Cory Moore—National President
Cory is a 20-year veteran of Big-D Construction. His first construction role was working as a laborer, and after college, Cory settled into the Big-D Corporate office where he spent time in estimating, project management, and business development groups. He excelled at sales and in 2007 became Big-D’s Vice President of Business Development. He was then promoted to VP of Sales & Preconstruction. In 2017, Cory was named the Executive Vice President & Managing Director of Big-D’s regional offices. The following year, he was promoted to President.
As a firm principal/leader, what have you done to create a marketing mentality in your firm/office?
I am lucky we’ve had a marketing mentality long before I was in charge of it. It has been part of our culture and DNA since the 80s and 90s. Our founder (Dee Livingood) and current CEO (Rob Moore) have always talked about focusing our marketing dollars on two overarching items: hiring and retaining the best people in the industry and keeping customers for life.
Why do you think marketing in our industry is so important?
When most people think of marketing in our industry, I believe they think of brochures, proposals, advertising, etc. All of that is important, but at Big-D we think of it in relation to our strategic plan. We are focused on being part of low supply high demand markets, products, and verticals. Our market research is aimed at helping us find the white space in the market. We are trying to find our “good to great” hedgehog concept in each of the markets we serve (concept referenced by Jim Collins in Good to Great). The idea is to focus on three areas: what you’re passionate about, what you can be best at, and what drives your economic engine. Where those items overlap is your hedgehog concept.
An easier way to put it is what makes you special. We either want to be #1 or #2 in the geographic market we serve or #1 or #2 in the vertical market we are focused on. We have found that it is much easier to succeed when one of these goals is met. For example, in the Minneapolis market, Big-D owns multi-family. The company completes about $200 million a year in revenue. We don’t do anything else but are especially successful with this product in this market.
Is there someone who mentored you about marketing mentality?
I have had great mentors, including Jack Livingood (Big-D Chairman) and Rob Moore (CEO), among many others. Jack and Rob care deeply about our reputation, our brand, and our understanding of the market. They often quote ice hockey star Wayne Gretzky who said, “I skate to where the puck is going, not where it has been.” This is how we think about our marketing strategy. It starts with market study. A vision is then created describing where we want to go and who we want to be, and then finally our amazing marketing and creative team helps support the vision with best-in-class brands and marketing campaigns. I take my hat off to our marketing and creative team; they are second to none.
How do you get firm leaders on board for your marketing initiatives?
We make it their idea, not ours. After you have developed your hedgehog concept and discussed how to make each office “special,” it is fairly easy to get leaders behind a marketing, advertising, and PR strategy that supports their office goals.

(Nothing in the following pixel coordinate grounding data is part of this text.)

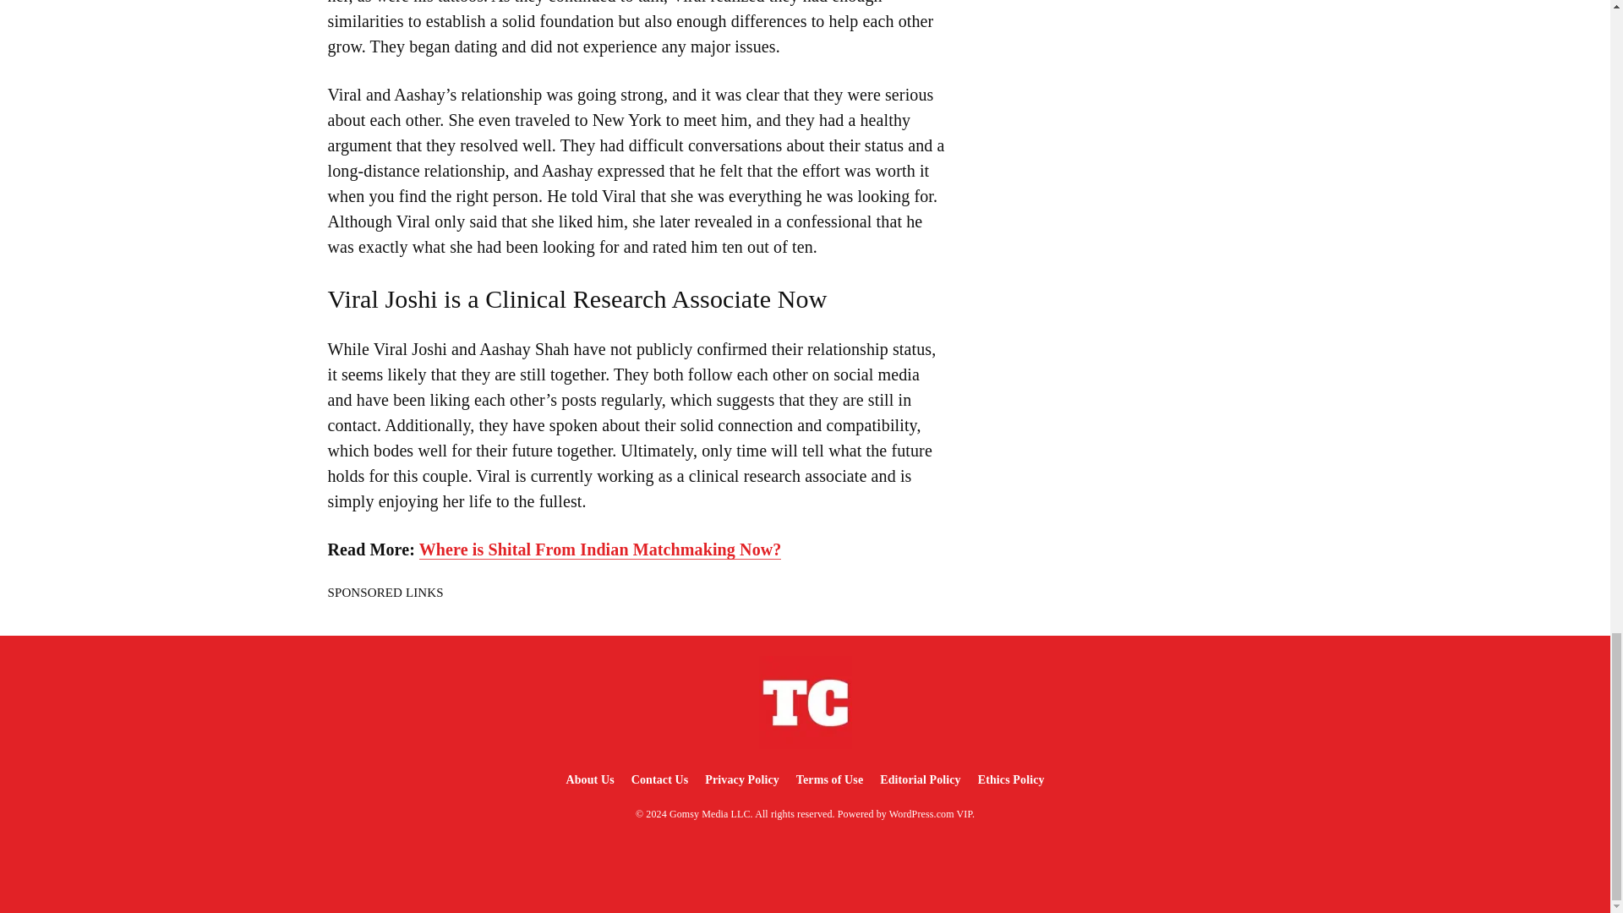 The height and width of the screenshot is (913, 1623). Describe the element at coordinates (741, 780) in the screenshot. I see `Privacy Policy` at that location.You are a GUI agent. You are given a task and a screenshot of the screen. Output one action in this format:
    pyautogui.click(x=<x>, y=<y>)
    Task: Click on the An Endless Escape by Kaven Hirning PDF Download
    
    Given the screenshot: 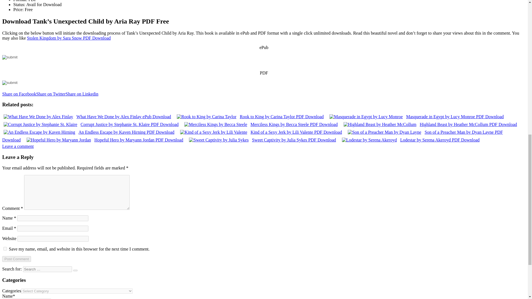 What is the action you would take?
    pyautogui.click(x=89, y=132)
    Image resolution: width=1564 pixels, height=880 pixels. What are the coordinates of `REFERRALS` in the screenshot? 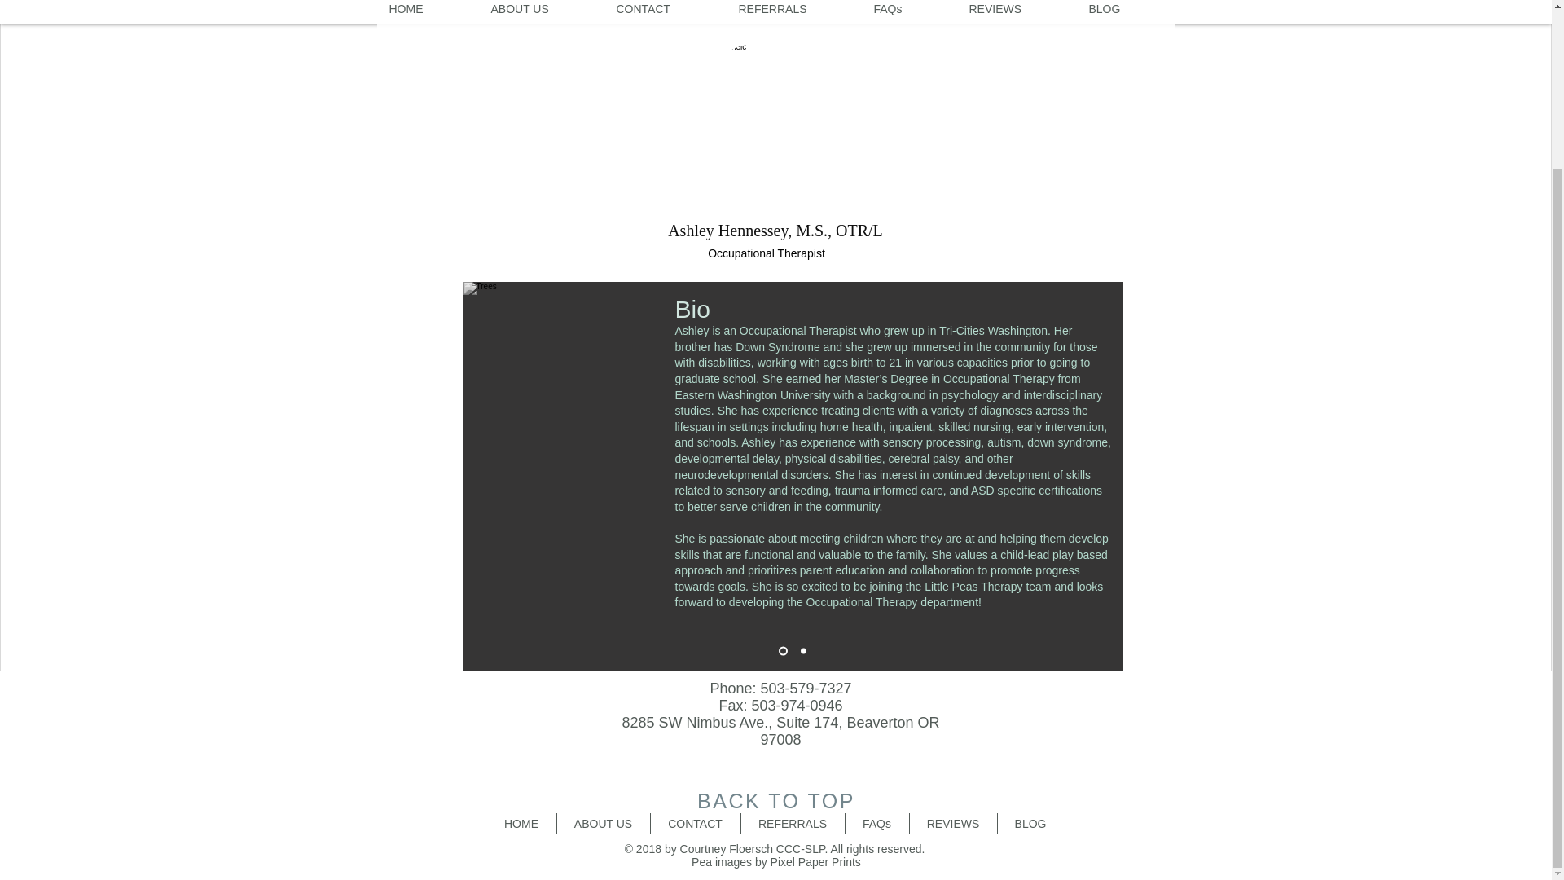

How do you show ROI of the marketing program to other firm leaders?
Admittedly, we could be better at this. However, we do track in detail our sales by type, region, delivery method, fee percentage, team, vertical, and many other ways. We also track PR stats, employee engagement, and customer loyalty on a quarterly basis.
How do you get non-marketing staff or technical staff involved in and excited about supporting marketing efforts?
Again, a key is to make it their idea. We ask non-marketing staff questions about what they want to accomplish and how. The exercise always leads to a need for marketing services.